I noted in my 2014 “questions” post that I wanted to do a breakdown of Light Novel sales as compared to the reception of anime adaptations. I also noted that myanimelist kept the data, but in weekly posts that were archived on myanimelist’s news forum, a place so organized that 2009 threads will often be bumped up to 2011, with a search function that only displays a max of 30 or so posts and adds about 20 seconds to the collection of every datapoint by pointing you to the last post made in each thread. This is no fault of dtshyk,  Snowical, and symbv, the mal news people who have done a straight up excellent job of keeping LN (and manga) data on a weekly basis for nearly 5 years now. Many thanks to them for keeping the data archived in a retrievable and easy to understand format.

Since I don’t have much else in terms of data to crunch until February ends, I decided to see what I could do with that.

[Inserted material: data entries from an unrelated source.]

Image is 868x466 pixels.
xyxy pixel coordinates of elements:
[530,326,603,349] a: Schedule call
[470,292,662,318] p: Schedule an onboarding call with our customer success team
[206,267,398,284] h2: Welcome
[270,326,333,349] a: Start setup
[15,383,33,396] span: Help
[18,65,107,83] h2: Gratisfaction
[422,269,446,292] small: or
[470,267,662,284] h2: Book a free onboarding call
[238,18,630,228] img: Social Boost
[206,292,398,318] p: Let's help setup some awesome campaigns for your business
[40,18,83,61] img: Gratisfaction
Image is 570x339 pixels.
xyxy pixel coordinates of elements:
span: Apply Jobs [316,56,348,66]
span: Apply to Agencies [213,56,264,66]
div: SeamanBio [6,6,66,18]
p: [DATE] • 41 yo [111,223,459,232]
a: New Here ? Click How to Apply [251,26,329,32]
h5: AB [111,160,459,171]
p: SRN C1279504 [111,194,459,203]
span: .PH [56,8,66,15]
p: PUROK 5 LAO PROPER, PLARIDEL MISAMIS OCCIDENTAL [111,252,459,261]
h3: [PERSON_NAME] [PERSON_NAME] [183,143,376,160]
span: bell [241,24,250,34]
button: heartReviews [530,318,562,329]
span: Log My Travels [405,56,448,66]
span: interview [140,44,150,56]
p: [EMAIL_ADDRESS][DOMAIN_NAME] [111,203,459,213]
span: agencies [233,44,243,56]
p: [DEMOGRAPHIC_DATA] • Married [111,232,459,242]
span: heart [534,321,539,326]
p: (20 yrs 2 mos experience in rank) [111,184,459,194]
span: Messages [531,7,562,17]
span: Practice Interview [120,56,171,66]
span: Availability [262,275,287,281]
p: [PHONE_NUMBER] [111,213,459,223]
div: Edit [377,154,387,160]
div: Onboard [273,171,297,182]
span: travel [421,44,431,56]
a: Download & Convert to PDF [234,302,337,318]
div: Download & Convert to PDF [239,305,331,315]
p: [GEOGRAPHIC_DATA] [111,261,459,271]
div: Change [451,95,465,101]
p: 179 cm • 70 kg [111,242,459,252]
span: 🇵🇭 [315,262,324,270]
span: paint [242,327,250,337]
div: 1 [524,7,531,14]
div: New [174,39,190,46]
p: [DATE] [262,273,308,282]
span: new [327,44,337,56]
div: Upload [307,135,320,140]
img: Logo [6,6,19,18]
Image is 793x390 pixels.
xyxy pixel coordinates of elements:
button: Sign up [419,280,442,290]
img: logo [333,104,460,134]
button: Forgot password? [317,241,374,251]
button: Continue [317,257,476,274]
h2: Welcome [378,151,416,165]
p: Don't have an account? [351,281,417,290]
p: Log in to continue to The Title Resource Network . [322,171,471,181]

After taking down data for 3 of the 16 series in my 2011 sample, I realized that individually going through the forums and looking for the release weeks was inefficient as all get out, so I decided to just make a master text file for each year’s worth of data and wash my hands of people bumping a post 2 years into the future to point out how happy they were that Katekyoshi Hitman Reborn was on the manga list. I figured it wouldn’t hurt to make these collections available as I finish them. As far as I’ve searched, there’s no other English-language site that archives these data in a convenient format. And if there is, well, redundancy is always nice.